Description:

W. Pauli TLS to Fellow Physicist D. Bohm, Highly Important Collaboration!

PAULI, WOLFGANG. Typed Letter Signed, "W. Pauli", 2pp on one sheet, on Physikalisches Institut letterhead, 8.25" x 11.5", Zurich, December 3, 1951. Expected folds, toning, else near Fine.  

The only known surviving letter from Nobelist Wolfgang Pauli (1900-1958) to David Bohm (1917-1992) in which Pauli critiques Bohm's yet-to-be-published breakthrough paper, "Suggested Interpretation of the Quantum Theory in Terms of Hidden Variables". Having just published a well-received textbook on classical Quantum Physics, Bohm almost immediately did an about-face and challenged the classical assertion “that the most complete possible specification of an individual system is in terms of a wave function that determines only probable results of actual measurement processes".

In his landmark paper, Bohm suggested that there are “hidden variables” that “are in practice averaged over in measurements of the types that can now be carried out”; and in developing his argument Bohm explicitly showed how, in non-relativistic wave mechanics, parameters could be selected that transformed the indeterministic description of a system into a deterministic one. Bohm achieved this result by revitalizing and modifying the concept of a “pilot wave” which De Broglie had unsuccessfully advanced at the 1927 Solvay Conference. Rather ironically, it was Pauli himself who effectively killed the acceptance of De Broglie’s pilot-wave theory at the 1927 Solvay Conference, and yet here he is, a generation later, effectively polishing and blessing Bohm’s revamped version of the theory!

The present letter is Pauli’s second letter to Bohm regarding his “Suggested Interpretation” article. Bohm had previously submitted an early draft of his paper to Pauli, which Pauli critiqued in a letter now lost. After incorporating Pauli’s edits and criticisms into a second draft, Bohm resubmitted his paper to Pauli.
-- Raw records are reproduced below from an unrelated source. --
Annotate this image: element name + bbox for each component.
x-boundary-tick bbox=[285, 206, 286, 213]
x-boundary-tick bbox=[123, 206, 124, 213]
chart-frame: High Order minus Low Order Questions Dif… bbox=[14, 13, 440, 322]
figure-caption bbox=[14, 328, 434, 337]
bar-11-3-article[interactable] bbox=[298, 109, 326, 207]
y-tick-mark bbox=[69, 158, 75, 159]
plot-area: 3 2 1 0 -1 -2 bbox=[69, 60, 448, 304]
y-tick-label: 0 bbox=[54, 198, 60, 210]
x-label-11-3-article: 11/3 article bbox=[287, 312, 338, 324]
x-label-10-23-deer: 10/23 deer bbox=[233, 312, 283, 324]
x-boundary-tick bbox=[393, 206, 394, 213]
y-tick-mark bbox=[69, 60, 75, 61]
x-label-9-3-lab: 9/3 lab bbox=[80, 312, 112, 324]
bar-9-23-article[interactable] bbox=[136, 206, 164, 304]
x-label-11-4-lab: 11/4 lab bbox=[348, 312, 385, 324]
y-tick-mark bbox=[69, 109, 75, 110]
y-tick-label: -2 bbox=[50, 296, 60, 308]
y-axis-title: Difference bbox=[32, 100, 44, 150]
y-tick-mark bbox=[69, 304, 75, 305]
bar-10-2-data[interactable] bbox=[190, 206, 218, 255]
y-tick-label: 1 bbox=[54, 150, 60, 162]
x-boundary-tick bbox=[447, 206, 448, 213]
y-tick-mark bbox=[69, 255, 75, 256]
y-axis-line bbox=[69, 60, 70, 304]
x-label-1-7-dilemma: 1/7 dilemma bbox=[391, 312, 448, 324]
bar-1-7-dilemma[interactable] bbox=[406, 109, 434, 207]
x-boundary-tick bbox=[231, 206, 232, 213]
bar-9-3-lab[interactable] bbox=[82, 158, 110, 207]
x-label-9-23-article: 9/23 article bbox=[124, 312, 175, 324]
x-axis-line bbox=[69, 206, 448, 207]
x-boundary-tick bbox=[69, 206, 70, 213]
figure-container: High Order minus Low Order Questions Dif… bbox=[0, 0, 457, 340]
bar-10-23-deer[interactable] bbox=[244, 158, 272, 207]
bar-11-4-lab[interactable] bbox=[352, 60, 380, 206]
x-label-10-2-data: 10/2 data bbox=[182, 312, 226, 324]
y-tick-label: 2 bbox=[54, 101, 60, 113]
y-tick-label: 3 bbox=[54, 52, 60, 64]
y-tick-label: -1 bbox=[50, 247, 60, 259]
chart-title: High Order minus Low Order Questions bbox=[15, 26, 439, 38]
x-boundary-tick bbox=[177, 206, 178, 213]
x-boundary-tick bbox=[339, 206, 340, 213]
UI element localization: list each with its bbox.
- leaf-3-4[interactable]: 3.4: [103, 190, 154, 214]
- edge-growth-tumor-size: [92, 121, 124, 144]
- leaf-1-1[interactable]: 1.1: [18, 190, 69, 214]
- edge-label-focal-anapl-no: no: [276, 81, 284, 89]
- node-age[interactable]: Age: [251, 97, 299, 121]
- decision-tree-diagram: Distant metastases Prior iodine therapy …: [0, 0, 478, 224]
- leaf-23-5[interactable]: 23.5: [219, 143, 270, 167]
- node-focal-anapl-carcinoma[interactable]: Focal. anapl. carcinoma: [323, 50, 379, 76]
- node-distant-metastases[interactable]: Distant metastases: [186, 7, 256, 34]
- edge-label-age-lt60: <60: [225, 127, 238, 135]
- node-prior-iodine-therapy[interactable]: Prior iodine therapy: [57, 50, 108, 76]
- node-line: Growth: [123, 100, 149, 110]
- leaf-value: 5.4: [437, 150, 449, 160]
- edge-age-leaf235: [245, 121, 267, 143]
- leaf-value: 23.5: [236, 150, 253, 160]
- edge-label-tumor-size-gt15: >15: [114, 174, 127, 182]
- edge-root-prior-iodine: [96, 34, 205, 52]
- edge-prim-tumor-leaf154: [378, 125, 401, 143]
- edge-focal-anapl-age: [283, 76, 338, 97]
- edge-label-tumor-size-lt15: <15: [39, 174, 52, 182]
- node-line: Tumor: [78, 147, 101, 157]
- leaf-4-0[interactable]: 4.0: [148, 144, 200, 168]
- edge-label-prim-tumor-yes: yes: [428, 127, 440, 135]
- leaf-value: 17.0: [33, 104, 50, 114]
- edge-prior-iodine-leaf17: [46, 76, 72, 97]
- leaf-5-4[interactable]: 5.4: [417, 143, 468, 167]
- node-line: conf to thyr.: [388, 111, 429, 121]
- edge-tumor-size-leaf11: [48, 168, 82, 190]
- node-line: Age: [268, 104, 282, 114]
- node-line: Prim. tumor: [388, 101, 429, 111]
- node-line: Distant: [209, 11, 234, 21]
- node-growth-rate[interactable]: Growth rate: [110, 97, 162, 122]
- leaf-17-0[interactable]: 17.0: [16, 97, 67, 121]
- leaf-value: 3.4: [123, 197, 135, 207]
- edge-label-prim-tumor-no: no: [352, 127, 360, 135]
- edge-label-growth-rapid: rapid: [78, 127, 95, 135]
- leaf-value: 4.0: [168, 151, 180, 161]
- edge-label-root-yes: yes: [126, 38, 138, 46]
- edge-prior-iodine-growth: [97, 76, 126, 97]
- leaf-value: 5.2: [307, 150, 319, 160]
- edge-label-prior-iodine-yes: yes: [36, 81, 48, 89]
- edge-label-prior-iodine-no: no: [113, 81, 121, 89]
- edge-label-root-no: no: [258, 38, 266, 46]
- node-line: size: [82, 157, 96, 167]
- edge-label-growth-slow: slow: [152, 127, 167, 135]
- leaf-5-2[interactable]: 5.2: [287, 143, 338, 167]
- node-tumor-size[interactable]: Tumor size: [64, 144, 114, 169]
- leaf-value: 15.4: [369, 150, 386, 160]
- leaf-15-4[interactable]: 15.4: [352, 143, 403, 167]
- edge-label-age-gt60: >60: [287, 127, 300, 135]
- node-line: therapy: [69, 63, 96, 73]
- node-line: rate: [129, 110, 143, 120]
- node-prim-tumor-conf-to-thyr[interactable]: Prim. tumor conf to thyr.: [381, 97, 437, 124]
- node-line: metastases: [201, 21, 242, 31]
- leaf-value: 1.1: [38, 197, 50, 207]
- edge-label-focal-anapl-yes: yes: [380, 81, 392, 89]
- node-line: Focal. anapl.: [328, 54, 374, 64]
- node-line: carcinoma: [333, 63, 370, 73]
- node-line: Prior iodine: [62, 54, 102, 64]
Pauli here indicates that he no longer sees “any logical contradiction as long as your results agree completely with those of the usual wave mechanics and as long as no means is given to measure the values of your hidden parameters both in the measuring apparatus and in the observed system". But Pauli cautions Bohm that "as far as the whole matter stands now, your 'extra wave-mechanical predictions' are still a check, which cannot be cashed" – Pauli then proceeding to a technical discussion about the Schrodinger equation and the psi-function, and pointing out the incompleteness of Bohm’s theory with respect to relativistic wave mechanics.
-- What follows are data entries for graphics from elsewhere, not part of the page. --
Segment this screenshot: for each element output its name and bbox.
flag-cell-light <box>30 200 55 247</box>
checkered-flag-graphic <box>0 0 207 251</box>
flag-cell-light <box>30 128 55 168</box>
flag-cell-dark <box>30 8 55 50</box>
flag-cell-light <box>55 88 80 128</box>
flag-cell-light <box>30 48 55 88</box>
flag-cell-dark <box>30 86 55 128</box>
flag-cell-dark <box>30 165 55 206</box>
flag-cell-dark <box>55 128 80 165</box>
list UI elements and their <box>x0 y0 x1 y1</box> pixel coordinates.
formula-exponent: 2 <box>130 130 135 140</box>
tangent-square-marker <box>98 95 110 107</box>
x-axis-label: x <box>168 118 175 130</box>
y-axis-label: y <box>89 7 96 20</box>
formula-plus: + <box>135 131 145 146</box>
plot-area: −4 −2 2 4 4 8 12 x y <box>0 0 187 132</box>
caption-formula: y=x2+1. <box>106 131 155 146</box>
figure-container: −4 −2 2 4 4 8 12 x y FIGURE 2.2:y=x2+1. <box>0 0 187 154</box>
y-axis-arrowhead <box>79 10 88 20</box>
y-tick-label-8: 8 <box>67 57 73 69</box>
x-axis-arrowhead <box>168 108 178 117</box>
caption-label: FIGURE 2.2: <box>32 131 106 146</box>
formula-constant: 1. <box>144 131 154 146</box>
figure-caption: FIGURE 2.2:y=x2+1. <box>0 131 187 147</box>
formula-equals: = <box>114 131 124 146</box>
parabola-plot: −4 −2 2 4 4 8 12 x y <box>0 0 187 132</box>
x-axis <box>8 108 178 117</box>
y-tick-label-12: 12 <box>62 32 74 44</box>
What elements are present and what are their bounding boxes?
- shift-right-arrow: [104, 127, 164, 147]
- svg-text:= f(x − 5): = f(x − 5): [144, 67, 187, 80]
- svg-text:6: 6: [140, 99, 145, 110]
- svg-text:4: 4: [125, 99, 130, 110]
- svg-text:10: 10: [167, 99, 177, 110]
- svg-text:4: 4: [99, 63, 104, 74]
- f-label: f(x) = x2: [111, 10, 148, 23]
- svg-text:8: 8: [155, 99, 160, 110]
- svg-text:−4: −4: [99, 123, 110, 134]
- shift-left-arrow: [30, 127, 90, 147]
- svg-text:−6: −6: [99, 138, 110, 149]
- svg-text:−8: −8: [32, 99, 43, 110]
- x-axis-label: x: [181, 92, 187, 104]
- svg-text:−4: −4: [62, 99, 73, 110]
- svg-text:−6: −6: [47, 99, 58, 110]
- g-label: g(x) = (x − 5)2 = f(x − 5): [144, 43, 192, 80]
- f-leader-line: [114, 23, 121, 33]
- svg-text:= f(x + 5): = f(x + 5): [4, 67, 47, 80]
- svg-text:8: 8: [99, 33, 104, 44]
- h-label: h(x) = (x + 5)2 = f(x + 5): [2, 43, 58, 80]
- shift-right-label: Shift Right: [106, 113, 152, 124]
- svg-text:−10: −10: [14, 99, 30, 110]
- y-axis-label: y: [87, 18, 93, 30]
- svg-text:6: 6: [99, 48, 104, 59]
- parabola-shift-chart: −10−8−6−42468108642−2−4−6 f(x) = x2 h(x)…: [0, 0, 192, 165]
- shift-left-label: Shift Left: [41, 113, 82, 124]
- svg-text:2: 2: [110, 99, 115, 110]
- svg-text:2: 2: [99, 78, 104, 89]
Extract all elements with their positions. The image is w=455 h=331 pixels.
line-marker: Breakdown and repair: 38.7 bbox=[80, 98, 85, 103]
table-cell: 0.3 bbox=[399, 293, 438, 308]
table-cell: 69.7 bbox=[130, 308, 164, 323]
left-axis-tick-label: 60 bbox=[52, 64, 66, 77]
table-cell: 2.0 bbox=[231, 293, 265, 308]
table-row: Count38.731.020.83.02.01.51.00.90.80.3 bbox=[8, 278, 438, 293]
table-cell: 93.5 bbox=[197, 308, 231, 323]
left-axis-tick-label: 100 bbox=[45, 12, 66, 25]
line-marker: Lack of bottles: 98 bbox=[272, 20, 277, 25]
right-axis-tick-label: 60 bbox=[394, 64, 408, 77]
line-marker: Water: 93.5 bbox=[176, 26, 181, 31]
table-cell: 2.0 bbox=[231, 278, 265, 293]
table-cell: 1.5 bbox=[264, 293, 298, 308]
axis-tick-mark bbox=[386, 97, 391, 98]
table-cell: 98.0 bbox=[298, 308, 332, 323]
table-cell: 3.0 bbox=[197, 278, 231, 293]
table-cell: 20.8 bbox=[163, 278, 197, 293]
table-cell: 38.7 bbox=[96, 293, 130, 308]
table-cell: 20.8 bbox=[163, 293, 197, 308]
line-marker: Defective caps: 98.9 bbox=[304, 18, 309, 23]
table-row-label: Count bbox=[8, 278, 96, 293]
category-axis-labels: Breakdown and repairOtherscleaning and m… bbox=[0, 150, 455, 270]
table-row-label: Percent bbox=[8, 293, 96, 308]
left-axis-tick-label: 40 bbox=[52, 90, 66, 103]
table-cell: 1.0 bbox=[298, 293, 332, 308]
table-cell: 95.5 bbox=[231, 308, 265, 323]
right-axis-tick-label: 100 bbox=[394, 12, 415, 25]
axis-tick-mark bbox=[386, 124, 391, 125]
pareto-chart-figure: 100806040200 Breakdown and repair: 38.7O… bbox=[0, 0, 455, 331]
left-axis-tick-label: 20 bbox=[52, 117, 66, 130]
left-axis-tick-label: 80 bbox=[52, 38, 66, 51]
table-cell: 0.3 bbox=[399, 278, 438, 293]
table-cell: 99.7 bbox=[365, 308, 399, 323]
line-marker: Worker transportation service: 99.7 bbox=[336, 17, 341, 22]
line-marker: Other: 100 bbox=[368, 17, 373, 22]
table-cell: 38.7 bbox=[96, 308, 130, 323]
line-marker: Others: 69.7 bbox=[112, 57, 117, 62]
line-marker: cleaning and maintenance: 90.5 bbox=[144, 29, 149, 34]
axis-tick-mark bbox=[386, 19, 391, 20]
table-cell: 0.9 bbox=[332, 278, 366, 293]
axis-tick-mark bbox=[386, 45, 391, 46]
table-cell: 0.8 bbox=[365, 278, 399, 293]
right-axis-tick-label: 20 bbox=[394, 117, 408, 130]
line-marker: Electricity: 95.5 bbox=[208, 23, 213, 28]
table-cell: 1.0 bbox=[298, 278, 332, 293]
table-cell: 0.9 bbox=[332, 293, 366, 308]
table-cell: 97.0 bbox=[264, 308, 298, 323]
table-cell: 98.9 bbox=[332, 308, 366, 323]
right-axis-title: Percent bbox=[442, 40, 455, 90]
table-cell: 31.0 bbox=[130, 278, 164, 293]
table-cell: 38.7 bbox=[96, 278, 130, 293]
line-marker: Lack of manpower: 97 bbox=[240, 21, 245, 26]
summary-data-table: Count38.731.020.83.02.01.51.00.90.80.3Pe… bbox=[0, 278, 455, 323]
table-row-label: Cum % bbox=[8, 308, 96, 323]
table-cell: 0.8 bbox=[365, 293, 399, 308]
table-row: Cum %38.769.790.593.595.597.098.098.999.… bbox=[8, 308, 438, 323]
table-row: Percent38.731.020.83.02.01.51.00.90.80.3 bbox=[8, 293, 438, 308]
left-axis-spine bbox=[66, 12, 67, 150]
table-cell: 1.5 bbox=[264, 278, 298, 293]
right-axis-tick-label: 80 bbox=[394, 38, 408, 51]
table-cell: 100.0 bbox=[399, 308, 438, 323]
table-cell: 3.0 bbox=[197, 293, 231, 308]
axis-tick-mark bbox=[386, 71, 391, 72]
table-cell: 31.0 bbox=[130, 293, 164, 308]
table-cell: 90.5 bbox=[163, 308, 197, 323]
Pauli was a pioneer of quantum physics and winner of the Nobel Prize for his formulation of the Exclusion Principle (the principle that two particles of a specified type cannot be in the same place at the same time). In contrast to Bohm, Pauli held to an “old-time” view of nature and science that excluded the relevance of consciousness; and in apparent response to a statement Bohm made on the topic, Pauli here makes a highly significant statement of his own philosophy of physics, “Since Descartes it was the ideal of natural philosophy to conceive a system of laws in which an entirely loose and untied observer is looking from outside at a part of the world completely determined by these laws. For me, however, it is much more satisfactory if the laws of nature themselves exclude in principle the possibility even to conceive the disturbances in the observers own body and own brain connected with his own observations.”
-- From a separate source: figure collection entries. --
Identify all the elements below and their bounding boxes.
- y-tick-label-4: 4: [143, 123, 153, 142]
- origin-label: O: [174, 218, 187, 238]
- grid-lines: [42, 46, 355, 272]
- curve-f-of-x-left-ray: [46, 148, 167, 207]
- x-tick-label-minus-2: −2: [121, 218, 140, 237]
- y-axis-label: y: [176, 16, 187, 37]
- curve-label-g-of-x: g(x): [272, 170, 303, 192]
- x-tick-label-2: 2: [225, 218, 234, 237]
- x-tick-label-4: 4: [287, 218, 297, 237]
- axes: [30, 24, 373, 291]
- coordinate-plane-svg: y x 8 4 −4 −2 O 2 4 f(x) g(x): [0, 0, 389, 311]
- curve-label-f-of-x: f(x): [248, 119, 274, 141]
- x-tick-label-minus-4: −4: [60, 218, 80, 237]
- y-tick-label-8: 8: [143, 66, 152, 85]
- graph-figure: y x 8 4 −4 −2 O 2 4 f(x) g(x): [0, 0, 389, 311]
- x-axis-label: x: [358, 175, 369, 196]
Bohm’s revolutionary paper would ultimately transform the face of physics, though acceptance was slow in coming. Indeed, it was only with John Bell’s famous 1964 paper on quantum entanglement and the Einstein-Podolsky-Rosen paradox,  that Bohm’s views gained mainstream consideration. Bohm’s own work took an increasingly philosophical turn beginning in the mid-1950s, with Bohm successively investigating causality, wholeness, consciousness, and the ontological reality of an “implicate order” supporting the manifest (“explicate”) physical world. Bohm’s work and viewpoint are now at the cutting edge of the philosophy of physics.

Scientific letters by Pauli are rare, and the present is perhaps the finest ever to appear at auction.

This item comes with a Certificate from John Reznikoff, a premier authenticator for both major 3rd party authentication services, PSA and JSA (James Spence Authentications), as well as numerous auction houses.